Companies wanting to compete in Asean must gain an understanding of what consumers really need while also keeping costs down, a seminar heard yesterday.

Speaking at the “Bloomberg Asean Business Summit” in Bangkok, Samuel Kim, chairman of the US-Asean Business Council’s Asean committee and vice president for Asean and Asia development markets at Procter & Gamble, said companies must understand consumers’ true needs and cater to those needs.
“Some rural markets have very basic needs that they [are] looking for, and in some sense by taking away the additional benefit ingredients from a product in a market that they do not need, it would allow a company to lower production costs, deliver true benefits [to the consumer], and enable [it] to deliver superior satisfaction,” he said.
“The company can build loyalty by doing so, and this company will be able to build a leadership brand, and that is the scale that a company needs in order to have a financial return.”
Alison Kennedy, managing director for Asean at Accenture Strategy, said that if a company actually spent time with consumers and really understood what their needs were, it would be able to understand what is driving the population, which is one of the challenge of Asean companies.
“A market like Asean is incredibly diverse, and by trying to really understand it in terms of what consumers want … and what they respond to is one of the things that companies absolutely must do practically when this region becomes more integrated in the near future,” she said.
John Christie, chief executive officer of Tesco Lotus, said the art was to listen, understand, and deliver to the consumers what they want from a product and what they want from a price.

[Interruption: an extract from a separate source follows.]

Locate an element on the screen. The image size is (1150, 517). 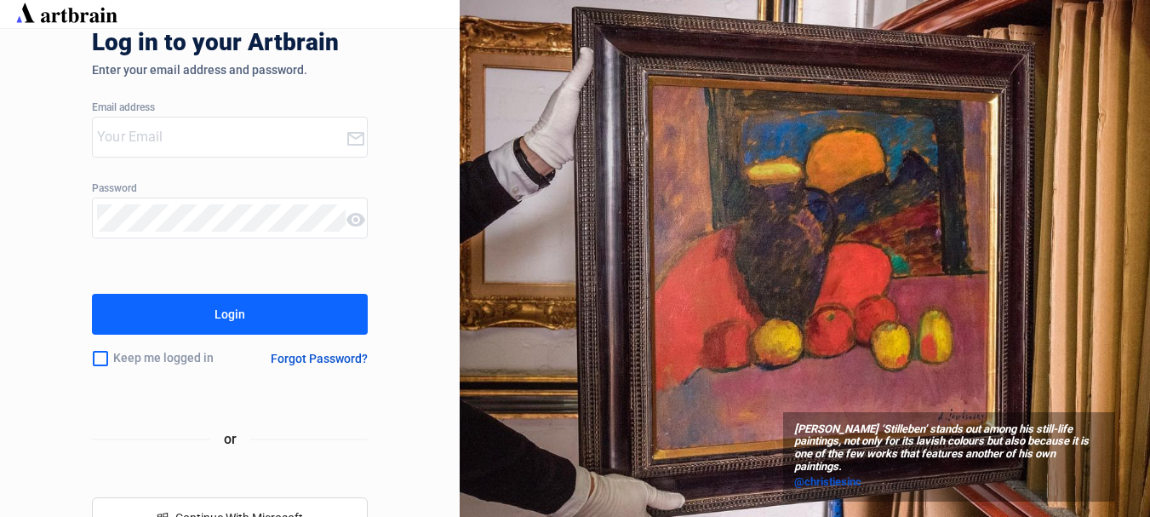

If company tries to lead the customer, that is where it will go wrong, since companies have to listen and react to what customers need and work out how to make money from it.
“If you start off from the premise of ‘I am trying to make money’ you would go wrong every time,” he said. 
Sanjay Gujral, regional managing director of L-Capital Asia, said the growth area in the Asean right now would be across the consumption and services landscape. This includes food and beverages, beauty and wellness, travel and leisure, along with fashion and jewellery and hospitals. Meanwhile there is room for the media and entertainment sector to grow in the region.